To Quita Maurice, impressionable at all times, the absence of ceremony, of those trivialities which obscure and belittle the one supreme fact, gave an added solemnity to the unadorned service: forced upon her a half-disturbing realisation that she was pa.s.sing from an independence, dearer to her than life, into the keeping of a man:--a man of whom she knew little beyond the fact that he loved her with a strength and singleness of heart which is the heritage of those who reach life's summit without indulging in emotional excursions by the way.

And now all needful preliminaries were over; even to the wedding breakfast, a cheerful, casual meal of cold chicken, iced cake, and a bottle of champagne, served in Maurice's unpretentious rooms, on the pastry-cook's second floor.

The scene of their brief courts.h.i.+p lay behind them, dozing in the golden stillness of late September: before them a footpath climbed through a forest of pine and fir to the Eiffel Alp Hotel; and on all sides mult.i.tudinous mountains flung heroic contours outward and upward, to a galaxy of peaks, that glittered diamond-bright upon a turquoise sky. A mule, ready-saddled, champed his bit at a respectful distance from the trio: for Lenox, an indefatigable mountaineer, had insisted on taking the footpath up to the Eiffel; where they would spend ten days, before crossing into Italy, and so on to Brindisi, _en route_ for his station in India.

The expiration of his leave, and his determination to take Quita Maurice back with him, were responsible for the brevity of their engagement, and for the absence, in both, of that brand-new aspect which proclaims a bride and bridegroom to an eternally interested world.

For this last Eldred Lenox was abundantly grateful. All the Scot in him a.s.serted itself in a fierce reticence, an inbred sense of privacy where a man's deepest feelings were concerned: and now, as he stood battling with his impatience to be gone, he was suffering acute discomfiture from the demonstrative leave-taking in progress between Maurice and his sister. For their sakes, at least, he would fain have effaced himself: while they, as a matter of fact, were momentarily oblivious of his existence.

Artists both, of no mean quality, they had lived and worked together for five years, since the day when Michael had rented his first modest studio in the King's Road, Chelsea: and, setting aside Art, his feeling for Quita was the one serious element in a nature light and variable as a summer cloud. From his French mother he derived an elastic spirit that yielded itself to the emotion of the pa.s.sing moment; and Lenox, watching him, marvelled at the sharp dividing-lines drawn between the different races of earth.

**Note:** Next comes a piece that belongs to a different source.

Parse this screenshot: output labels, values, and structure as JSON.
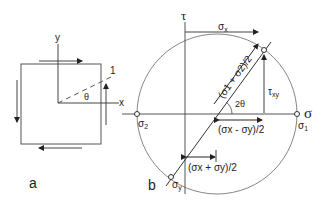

He half resented such facility of self-expression. Possibly he envied it: though no doubt he would have denied the impeachment with an oath.

Eventually it occurred to Maurice that he could not well stand in the roadway till sunset, taking leave of the sister he was so loth to lose, and, with a sigh of exasperation, he pushed her gently towards her husband.

”_Voila, cherie_, . . . enough of my endless adieux, or _ce bon_ Lenox may be tempted to break the sixth commandment on my account, in addition to the eighth.”

Lenox smiled tolerantly down from six feet of height upon his slim, fair brother-in-law.

”That temptation should be your own prerogative, my dear fellow, since I am taking her from you for good.”

Maurice laughed.

”_Mon Dieu_, yes. You have certainly given me a fair excuse to hate you. And I have wondered more than once, in the last three months, why one could not manage it.”

”Too fatiguing for a man of your calibre!” the other answered with good-humoured bluntness. ”You could never be bothered to keep it up.”

”Ah, _mon ami_, you men who speak little speak to the point! You are altogether too discerning. But for Quita's sake, at least, we could never be otherwise than firm friends. With all my heart I wish good fortune to you both, and count the days to your return.”

The two men shook hands cordially: and Lenox, beckoning the muleteer, lifted his wife into the saddle; thus averting a final demonstration.

She waved her hand to a blurred vision of her brother, smiling resolutely, till his back was turned: and he departed townward;--a lonely brown figure, to which a slight stoop of the shoulders lent an added air of pathos.